Why are so many brands texting me?
"Brands like texting customers because their customers actually read their texts."
TREND DIVE
In January 2019, Michael Sharon and Kal Freese wanted feedback on their new coffee-based, adaptogen-packed drink. They figured the easiest thing to do would be to slap Freese’s cell phone number on the cans and ask their guinea pigs (employees at a startup in San Francisco) to text in their feedback.
"Text was the simplest, lowest common denominator way to make sure we had a connection with people," Sharon reflects.
Since Taika launched to the wider public in May 2020, its cans have gone through a number of redesigns. One thing, however, has always remained front and center: a phone number for customers to text in their thoughts.
Let's talk about conversational commerce
Taika is far from the only brand texting its customers.
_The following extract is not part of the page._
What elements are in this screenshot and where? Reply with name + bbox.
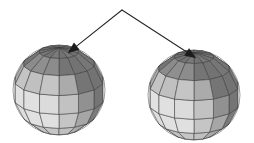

In 2016, drink brand Dirty Lemon became one of the first to popularize ordering via SMS, while The Cereal School and energy bar company Verb have since followed its lead.
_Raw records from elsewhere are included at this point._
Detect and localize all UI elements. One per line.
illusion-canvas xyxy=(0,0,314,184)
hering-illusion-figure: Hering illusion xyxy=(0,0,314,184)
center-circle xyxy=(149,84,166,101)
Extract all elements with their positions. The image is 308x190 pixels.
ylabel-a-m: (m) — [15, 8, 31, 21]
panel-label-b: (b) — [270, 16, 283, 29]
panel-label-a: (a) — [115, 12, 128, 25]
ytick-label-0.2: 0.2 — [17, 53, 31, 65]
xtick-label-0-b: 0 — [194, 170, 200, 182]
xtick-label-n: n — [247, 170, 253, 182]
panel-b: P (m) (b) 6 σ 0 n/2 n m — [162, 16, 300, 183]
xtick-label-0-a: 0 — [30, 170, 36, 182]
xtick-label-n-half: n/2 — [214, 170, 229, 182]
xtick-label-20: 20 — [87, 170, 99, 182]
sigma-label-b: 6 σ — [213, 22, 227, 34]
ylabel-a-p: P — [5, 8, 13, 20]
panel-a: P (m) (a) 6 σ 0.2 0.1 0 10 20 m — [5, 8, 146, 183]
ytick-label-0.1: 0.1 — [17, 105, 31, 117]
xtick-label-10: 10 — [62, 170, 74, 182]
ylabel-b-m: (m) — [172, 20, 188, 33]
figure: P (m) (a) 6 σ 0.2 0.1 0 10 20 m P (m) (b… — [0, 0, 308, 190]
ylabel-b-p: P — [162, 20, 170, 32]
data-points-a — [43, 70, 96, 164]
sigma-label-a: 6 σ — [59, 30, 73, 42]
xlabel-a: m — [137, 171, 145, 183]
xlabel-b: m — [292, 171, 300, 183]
Others have tapped into SMS to share specific expertise. Furniture brand Burrow answers customers’ interior design questions via text, Great Jones’ "Potline" launched in June 2019 to serve up cooking advice, and Empathy Wines’ concierge "Nora" offers personalized wine recommendations.
While Taika originally relied on SMS for feedback and reordering, Sharon says the strategy has since evolved to something he and Freese call "scaleable hospitality," where Taika has full-blown conversations with customers over text message. He likens it to striking up a conversation with a barista at a local coffee shop. Taika won’t confirm exactly how many customers it’s texting, but Sharon says the numbers are in the "tens of thousands."
With more than 7,500 customers opted-in to receive messages, prebiotic soda brand Olipop takes a similar approach. In addition to managing subscriptions, customers get access to new flavor launches over text. When it debuted a blackberry vanilla soda in December, Olipop managed to sell $15,000-worth of drinks in just 15 minutes. "We’ve done more sales on SMS than we do with our email list, which is ten times the size," says the brand’s head of customer experience, Eli Weiss.
Why do brands want to text me?
These impressive numbers are exactly why brands are so keen to get our digits. The average open rate for a text message is 95% according to Esendex, and it’s estimated that 30% of recipients go on to make a purchase. The conversion rate for emails, meanwhile, sits at a comparatively measly 3-4%.
That conversion rate is so high, Voyage SMS’s CEO Rev Reddy says, because of how easy it is to complete purchases on our phones. "This whole mobile ecosystem, of browsing products on social media and then converting via mobile through your [digital] wallet – it’s built up so much in the past five years," he says.
Alfredo Salkeld, marketing manager at texting platform SimpleTexting, gets at the heart of it. "Brands like texting customers because their customers actually read their texts," he says. "Every ecommerce brand is struggling with the same things – increasing advertising costs, decreasing email engagement rates and decreasing reach on [social] platforms."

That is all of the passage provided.